At Monday night’s school board meeting, Prosper dad James Pope told trustees he sent the district a public information request on February 2 asking for a copy of the investigation’s findings, redacted as necessary, or an explanation of why the information was being withheld.

Lucas Henry, an attorney with the law firm Abernathy Roeder Boyd Hullett, responded:

After a diligent search, the District was unable to locate any documents responsive to your request and considers this request now closed.

A similar information request submitted by another parent received an identical reply.

The attorney’s responses did not indicate that the public was not entitled to receive the information, but that no such information was found among the district’s records.

“When you receive a response like that, it definitely raises questions,” Pope told trustees.

The first question Pope raised, in an email to trustees, is whether investigators actually created a written report of their findings. He has yet to receive an answer.

The board was briefed on the investigation’s findings on January 23, raising the question of whether trustees are in possession of information that is not accessible via a public information request to the district, or if investigators retained documents in order to evade such requests.

Henry also told both parents to “direct all future questions and concerns regarding this matter to me at LHenry@abernathy-law.com,” bypassing the district’s public information request system.

The Investigation

The investigation sought answers to how a Prosper ISD bus driver was able to molest two little girls for almost an entire school year, even though the bus was equipped with surveillance cameras; why Prosper parents didn’t learn their children had been exposed to an accused child molester until months later, from media reports and not the district; and why the district failed to implement new bus policies aimed at protecting students until the public learned about the scandal and pressed for changes.

Bus driver Frank Paniagua was arrested in May 2022 on charges of continuous sexual abuse of a child victim under 14 and died in June from injuries sustained from a reported suicide attempt while in jail.

The sex abuse allegations were publicly exposed in late August 2022 when the victims’ family sued the district—more than three months after Superintendent Holly Ferguson and other administrators learned of the abuse.

In September, Prosper ISD trustees authorized the law firm Thompson & Horton to conduct an independent investigation, after parents pushed back against the board’s plan to let the litigation attorneys defending the district in the lawsuit also handle the review.

Four months later, a report from Thompson & Horton regarding their independent investigation finally appeared on the agenda for the January 23 board meeting.

Parents hoped the report would provide some answers.

Instead, then-Board President Drew Wilborn—who resigned days later after being arrested for indecency with a childread a prepared statement saying the investigation was complete but the board wasn’t prepared to release any information:

The investigation included what occurred, the district’s practices, and the district’s communications.
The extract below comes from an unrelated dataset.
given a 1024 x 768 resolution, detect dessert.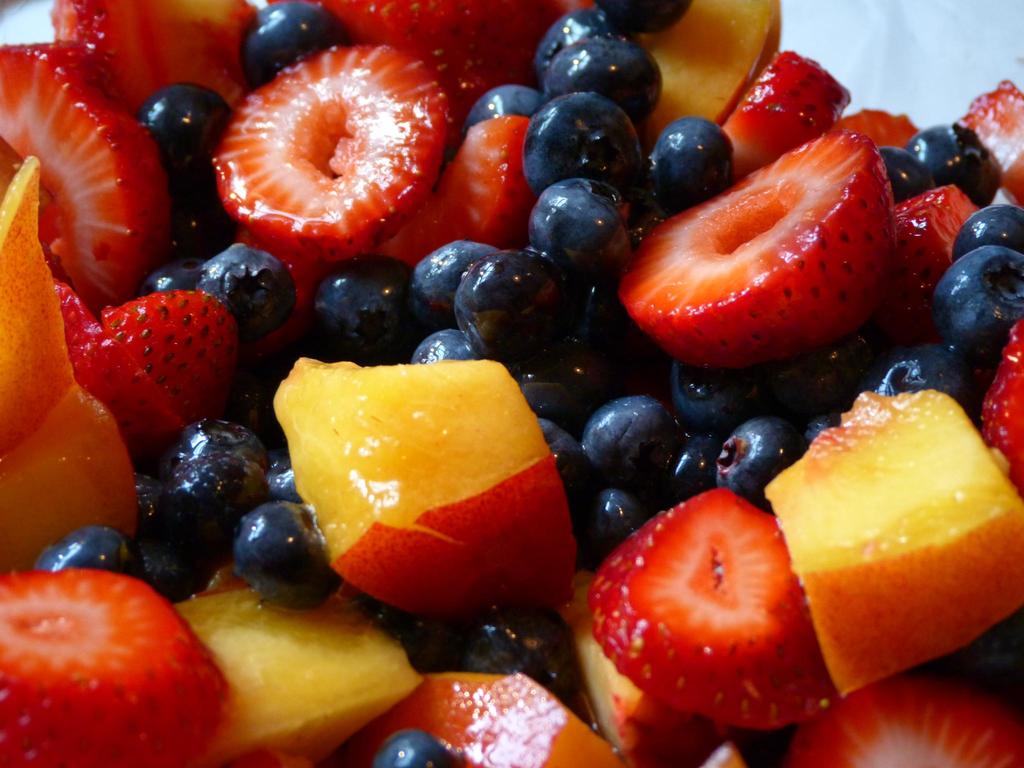
rect(461, 250, 584, 338).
They have now completed their investigation. In light of ongoing litigation concerning Frank Paniagua’s misconduct, the board will need to consult with litigation counsel regarding whether we can make any public statements about the Thompson & Horton investigation.

That same night, trustees voted unanimously to extend Ferguson’s five-year superintendent contract through 2028. Five weeks later, the district still has not posted the new contract on its website.

During a special board meeting on February 7 to address Wilborn’s resignation, trustees consulted in closed session with the board’s litigation attorneys regarding the sex abuse lawsuit. Yet later in the meeting, trustees made no mention of the investigation or whether any information would be released to the public.

Pope says the public paid for the investigation and he believes the findings should be made public.

Latest in the Lawsuit

The original lawsuit filed on behalf of the Janies (as the young victims are called to protect their identities) detailed the horrific abuse they endured at the hands of Paniagua and claimed Ferguson suggested the girls’ mother keep quiet “so as not to attract media attention to her family or Prosper ISD staff.”

The most recent version of the complaint was filed in federal court in December.

In January, motions to dismiss the complaint were filed on behalf of both Prosper ISD and Ferguson, who are each defendants in the lawsuit.

On February 2, the Janies’ attorneys responded to Prosper ISD’s and Ferguson’s motions; on February 23, another round of replies was filed on behalf of the district and Ferguson.

The judge has yet to rule on the motions.

Erin Anderson

Erin Anderson is a Senior Journalist for Texas Scorecard, reporting on state and local issues, events, and government actions that impact people in communities throughout Texas and the DFW Metroplex. A native Texan, Erin grew up in the Houston area and now lives in Collin County.